Get Lit Minute
A weekly podcast focusing on all things poetic, poetry and poets. Each week we will feature a poet and their poem. We will be highlighting classic poets from our In-School Anthology, sharing brief bios on the poet and a spoken word reading of one of their poems. We will also be introducing contemporary poets from the greater poetry community and our own Get Lit poets into the podcast space.
Get Lit Minute
Claude MaKay | “I Know My Soul”
In this week's episode of the Get Lit Minute, your weekly poetry podcast, we spotlight the life and work of poet, Claude McKay. He was a key figure in the Harlem Renaissance, a prominent literary movement of the 1920s. His work ranged from vernacular verse celebrating peasant life in Jamaica to poems that protested racial and economic inequities. His philosophically ambitious fiction, including tales of Black life in both Jamaica and America, addresses instinctual/intellectual duality, which McKay found central to the Black individual’s efforts to cope in a racist society. He is the author of The Passion of Claude McKay: Selected Poetry and Prose (1973), The Dialectic Poetry of Claude McKay (1972), Selected Poems (1953), Harlem Shadows (1922), Constab Ballads (1912), and Songs of Jamaica (1912), among many other books of poetry and prose. McKay has been recognized for his intense commitment to expressing the challenges faced by Black Americans and admired for devoting his art and life to social protest, and his audience continues to expand.
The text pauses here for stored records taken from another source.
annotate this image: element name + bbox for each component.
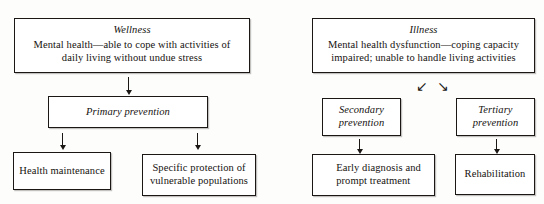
- arrow-illness-split-right-icon: ↘: [437, 79, 449, 93]
- wellness-header: Wellness: [113, 24, 150, 37]
- secondary-prevention-label: Secondary prevention: [339, 104, 385, 130]
- tertiary-prevention-box: Tertiary prevention: [456, 98, 535, 136]
- illness-description: Mental health dysfunction—coping capacit…: [328, 39, 519, 65]
- early-diagnosis-box: Early diagnosis and prompt treatment: [312, 154, 435, 196]
- primary-prevention-label: Primary prevention: [86, 106, 170, 119]
- health-maintenance-box: Health maintenance: [13, 152, 111, 190]
- diagram-canvas: Wellness Mental health—able to cope with…: [0, 0, 544, 204]
- rehabilitation-label: Rehabilitation: [465, 168, 526, 181]
- rehabilitation-box: Rehabilitation: [455, 154, 535, 195]
- illness-definition-box: Illness Mental health dysfunction—coping…: [312, 18, 535, 73]
- arrow-head: [60, 145, 66, 150]
- arrow-head: [195, 145, 201, 150]
- wellness-description: Mental health—able to cope with activiti…: [34, 39, 231, 65]
- specific-protection-box: Specific protection of vulnerable popula…: [142, 154, 256, 196]
- tertiary-prevention-label: Tertiary prevention: [473, 104, 519, 130]
- arrow-illness-split-left-icon: ↙: [416, 79, 428, 93]
- specific-protection-label: Specific protection of vulnerable popula…: [150, 162, 248, 188]
- secondary-prevention-box: Secondary prevention: [322, 98, 401, 136]
- illness-header: Illness: [409, 24, 437, 37]
- arrow-head: [126, 90, 132, 95]
- early-diagnosis-label: Early diagnosis and prompt treatment: [328, 162, 421, 188]
- health-maintenance-label: Health maintenance: [19, 165, 104, 178]
- primary-prevention-box: Primary prevention: [48, 96, 208, 128]
- wellness-definition-box: Wellness Mental health—able to cope with…: [14, 18, 250, 73]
Source
This episode includes a reading of his poem, “I Know My Soul” featured in our 2022 and 2023 Get Lit Anthology.
“I Know My Soul”
I plucked my soul out of its secret place,
And held it to the mirror of my eye,
To see it like a star against the sky,
A twitching body quivering in space,
A spark of passion shining on my face.
And I explored it to determine why
This awful key to my infinity
Conspires to rob me of sweet joy and grace.
And if the sign may not be fully read,
If I can comprehend but not control,
I need not gloom my days with futile dread,
Because I see a part and not the whole.
Contemplating the strange, I’m comforted
By this narcotic thought: I know my soul.